Anyway, not only did this obviously influence May December, but I have no doubt that Kubrick saw this and thought, "okay, but what if we drain every bit of energy behind of Kidman's sexy shtick and see what's behind that — that would be a performance."
For another, longer, 2024 retrospective on this film, see Jessica Kiang's piece published by Criterion.
Given the moments putatively lifted from a real human’s real murder, it takes considerable skill to even out potentially tasteless deviations in mood, and to steady the seesaw between poignancy and camp.[…]

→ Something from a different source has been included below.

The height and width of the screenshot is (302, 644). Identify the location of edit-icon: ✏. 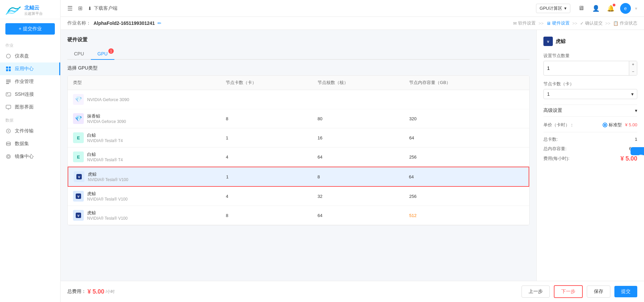
(159, 23).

Van Sant plays with reality, or at least with metafiction, through casting too. [Original novella author] Maynard appears in a small role as Suzanne’s lawyer. [Screenwriter Buck] Henry plays the school principal [and] Director David Cronenberg, known for body horror, cameos wittily as a mafia hit man posing as a studio exec. [The] passage in Maynard’s novel where Suzanne wonders who should play her in the movie of her life ends with two suggestions: either Julia Roberts or “that actress that just got married to Tom Cruise in real life—I can’t think of her name.”
[…]
Watch To Die For again and the surprise is that Kidman is also kind of heartbreaking. There are cracks in the glaze—a flub, a flash of panic, a glimmer of glue on false eyelashes—through which we see the vulnerability beneath the lacquered-on layers of ambition and delusion and we understand a simple, scintillating fact: Suzannes are made, not born. In fact, we make them. [The] OG might be frozen in the midnineties lake ice near Little Hope, New Hampshire, but never fear. There’s a new Suzanne Stone minted every minute, in the little TVs we all carry around in our pockets these days.
— Jessica Kiang (Criterion)
Synopsis: Suzanne Stone wants to be a world-famous news anchor and she is willing to do anything to get what she wants. What she lacks in intelligence, she makes up for in cold determination and diabolical wiles. As she pursues her goal with relentless focus, she is forced to destroy anything and anyone that may stand in her way, regardless of the ultimate cost or means necessary.